*Records to process*:
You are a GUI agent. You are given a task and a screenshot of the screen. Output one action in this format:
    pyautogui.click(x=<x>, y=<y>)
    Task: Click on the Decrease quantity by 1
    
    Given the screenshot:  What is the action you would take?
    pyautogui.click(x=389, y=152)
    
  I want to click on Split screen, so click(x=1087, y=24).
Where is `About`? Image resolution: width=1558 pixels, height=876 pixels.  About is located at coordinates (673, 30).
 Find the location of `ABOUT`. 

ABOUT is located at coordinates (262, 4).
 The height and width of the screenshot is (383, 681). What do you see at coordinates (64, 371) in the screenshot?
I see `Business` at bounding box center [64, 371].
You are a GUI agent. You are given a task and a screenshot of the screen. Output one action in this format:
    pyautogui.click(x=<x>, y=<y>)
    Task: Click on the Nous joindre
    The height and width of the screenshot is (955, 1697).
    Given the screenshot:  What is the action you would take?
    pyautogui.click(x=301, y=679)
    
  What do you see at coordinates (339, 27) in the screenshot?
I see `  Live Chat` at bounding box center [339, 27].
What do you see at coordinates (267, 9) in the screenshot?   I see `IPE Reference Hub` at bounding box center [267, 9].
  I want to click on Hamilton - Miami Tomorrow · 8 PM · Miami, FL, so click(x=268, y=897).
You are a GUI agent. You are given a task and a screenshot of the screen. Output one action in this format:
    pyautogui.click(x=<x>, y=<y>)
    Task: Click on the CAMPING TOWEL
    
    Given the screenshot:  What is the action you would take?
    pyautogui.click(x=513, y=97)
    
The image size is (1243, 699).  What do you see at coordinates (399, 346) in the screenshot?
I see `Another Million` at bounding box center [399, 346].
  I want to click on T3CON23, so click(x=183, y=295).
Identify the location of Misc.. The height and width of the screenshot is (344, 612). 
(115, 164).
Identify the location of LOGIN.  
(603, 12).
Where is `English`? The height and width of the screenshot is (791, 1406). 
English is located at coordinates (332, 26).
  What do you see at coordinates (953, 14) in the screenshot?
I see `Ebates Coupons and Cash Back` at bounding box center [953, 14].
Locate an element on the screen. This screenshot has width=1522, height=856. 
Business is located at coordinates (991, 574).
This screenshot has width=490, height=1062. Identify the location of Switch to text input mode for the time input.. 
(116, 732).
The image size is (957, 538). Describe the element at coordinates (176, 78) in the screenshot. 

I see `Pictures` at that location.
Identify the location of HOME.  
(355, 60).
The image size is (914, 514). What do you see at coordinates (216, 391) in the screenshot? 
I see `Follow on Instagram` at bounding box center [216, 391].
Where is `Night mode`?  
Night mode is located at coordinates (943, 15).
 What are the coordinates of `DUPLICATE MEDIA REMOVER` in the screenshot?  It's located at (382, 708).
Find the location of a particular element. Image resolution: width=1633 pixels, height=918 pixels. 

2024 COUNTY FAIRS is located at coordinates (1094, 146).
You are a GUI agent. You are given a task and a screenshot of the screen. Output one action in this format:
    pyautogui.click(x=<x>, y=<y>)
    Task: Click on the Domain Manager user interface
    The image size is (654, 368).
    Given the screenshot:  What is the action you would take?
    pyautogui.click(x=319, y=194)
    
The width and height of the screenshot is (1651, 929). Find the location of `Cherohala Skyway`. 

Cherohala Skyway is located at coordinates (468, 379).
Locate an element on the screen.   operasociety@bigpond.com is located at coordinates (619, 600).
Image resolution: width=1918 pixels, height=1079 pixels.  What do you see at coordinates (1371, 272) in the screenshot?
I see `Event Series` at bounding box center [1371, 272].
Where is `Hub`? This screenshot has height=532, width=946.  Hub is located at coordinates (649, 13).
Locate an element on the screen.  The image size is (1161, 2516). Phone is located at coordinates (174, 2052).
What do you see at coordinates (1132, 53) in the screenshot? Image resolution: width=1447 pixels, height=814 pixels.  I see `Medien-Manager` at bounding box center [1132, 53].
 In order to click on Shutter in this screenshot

*What you are asked to do*: Read through the entries and copy each line in which "Manager" appears.

*Exercise solution*:
    Task: Click on the Domain Manager user interface
What do you see at coordinates (1132, 53) in the screenshot? Image resolution: width=1447 pixels, height=814 pixels.  I see `Medien-Manager` at bounding box center [1132, 53].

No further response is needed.